****SPOILERS**** With the music of a dinky 50's rock & Roll 45 record "Sea of Love" playing on the turntable the police find the body of James Mackey, Brian Paul, laying face down and naked, on his bed with a bullet in the back of his head. Checking out the clues in Mackey's Manhattan apartment Det. Frank Keller, Al Pacino, finds a number of cigarette butts in the ashtray with lipstick on them deducing that the murderer may well have been the woman that Mackey was with that night. A few days later Det. Keller is contacted by a Det.Sherman, John Goodman, From the 112th police precinct in Richmond Hills Queens of a murder in that area that is very similar to the one he's investigating; A man shot dead with a bullet in the back of his head as he lay naked in bed, even the same song "Sea of Love" was still playing on his record player.

It becomes obvious to the police that there's a serial murderer on the lose in New York City and he or she is targeting male swingers. Det. Keller finds a clue when he notices that both of the murder victims had placed ads in a local paper's personal section looking for romance and action with the opposite sex.

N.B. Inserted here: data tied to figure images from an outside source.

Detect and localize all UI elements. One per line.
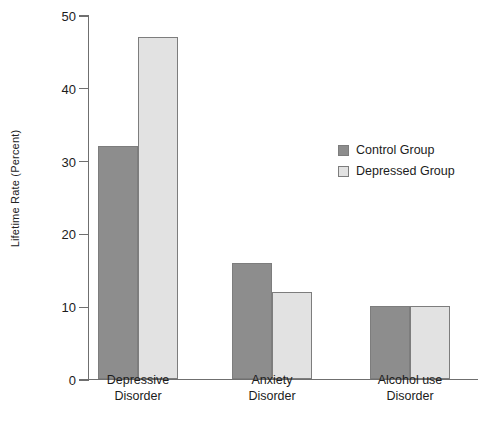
y-tick-30	[79, 161, 89, 162]
y-tick-label-0: 0	[36, 373, 76, 388]
y-tick-40	[79, 88, 89, 89]
bar-depressed-group-1	[138, 37, 178, 379]
plot-area: 01020304050	[88, 16, 478, 380]
x-category-label-3: Alcohol use Disorder	[355, 372, 465, 404]
x-category-label-1: Depressive Disorder	[83, 372, 193, 404]
legend-item-depressed-group: Depressed Group	[338, 163, 455, 179]
legend-swatch-icon-depressed-group	[338, 166, 349, 177]
y-tick-label-20: 20	[36, 227, 76, 242]
y-tick-label-50: 50	[36, 9, 76, 24]
legend-label-depressed-group: Depressed Group	[356, 164, 455, 178]
bar-control-group-2	[232, 263, 272, 379]
legend-label-control-group: Control Group	[356, 143, 435, 157]
y-tick-label-30: 30	[36, 154, 76, 169]
y-tick-label-40: 40	[36, 81, 76, 96]
chart-legend: Control Group Depressed Group	[338, 142, 455, 184]
x-category-label-2: Anxiety Disorder	[217, 372, 327, 404]
y-tick-20	[79, 234, 89, 235]
y-axis-title: Lifetime Rate (Percent)	[0, 0, 30, 405]
y-tick-10	[79, 307, 89, 308]
y-axis-line	[88, 16, 89, 380]
y-tick-50	[79, 15, 89, 16]
bar-chart: Lifetime Rate (Percent) 01020304050 Depr…	[0, 0, 481, 433]
legend-swatch-icon-control-group	[338, 145, 349, 156]
bar-control-group-1	[98, 146, 138, 379]
bar-depressed-group-2	[272, 292, 312, 379]
bar-depressed-group-3	[410, 306, 450, 379]
legend-item-control-group: Control Group	[338, 142, 455, 158]
y-tick-label-10: 10	[36, 300, 76, 315]
bar-control-group-3	[370, 306, 410, 379]
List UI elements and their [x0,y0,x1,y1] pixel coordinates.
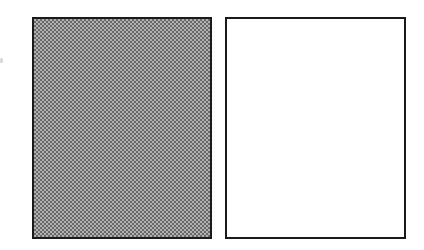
empty-panel [225,17,406,239]
figure-canvas [0,0,424,250]
edge-mark [0,58,3,63]
filled-pattern-panel [32,17,212,239]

Keller also notices that of the almost 100 personal ads only three were with rhymes or poems on them and two of those men who put poems on their ads were the two men who were found murdered.

Det. Keller & Sherman check out the third person Raymond Brown, Michael O'Neill, who placed a poem in the paper looking for both love and companionship and their told by Raymond that he never followed up on the responses that he got from the women who got in touch with him. Which was a bit strange to both Det. Keller & Sherman since he spent $300.00 placing the ad, a beautiful poem that he took a lot of time and effort to write, in the paper and even had a secret apartment in the city that he was paying $500.00 a month for? Raymond who was happily married with children told the two detectives that he "Swears on his Children Eyes" that he never had an affair with any of the women who contacted him over the ad that he put in the paper.

Later Raymond is found dead, naked with a bullet in the back of his head, in his secret Manhattan apartment, just like the other two murder victims. So much for Raymond's honesty. Well paced and stylish murder mystery drama with Al Pacino giving one of his best performances as Det. Keller, a deeply depressed and fatalistic man, who's only reason for living is his job as a policeman.

Losing his wife to his partner Det. Gruber, Richard Jenkins, whom she married, and feeling alone and spiritless over it he feels that if he retires from the police department the emptiness that would envelope him will also drive him over the edge. You constantly see Pacino trying to keep himself together despite the pressure brewing inside of him that threatens to tear him apart.

Very good supporting cast with Ellen Barkin, Helen, and John Goodman, Det. Sherman, among others with the movies very fine unsuspected and surprise ending which was very effective because the clues were always there for us to see but were so well hidden that we didn't notice them until the very end.

Good inter-acting with Al Pacino and John Goodman as his new partner from Queens in cracking the case and especially with Ellen Barkin who was the link to the persons murdered in the movie without knowing it as well as her filling the void in Det. Keller's life that was driving him to a mental and emotional breakdown after his wife left him.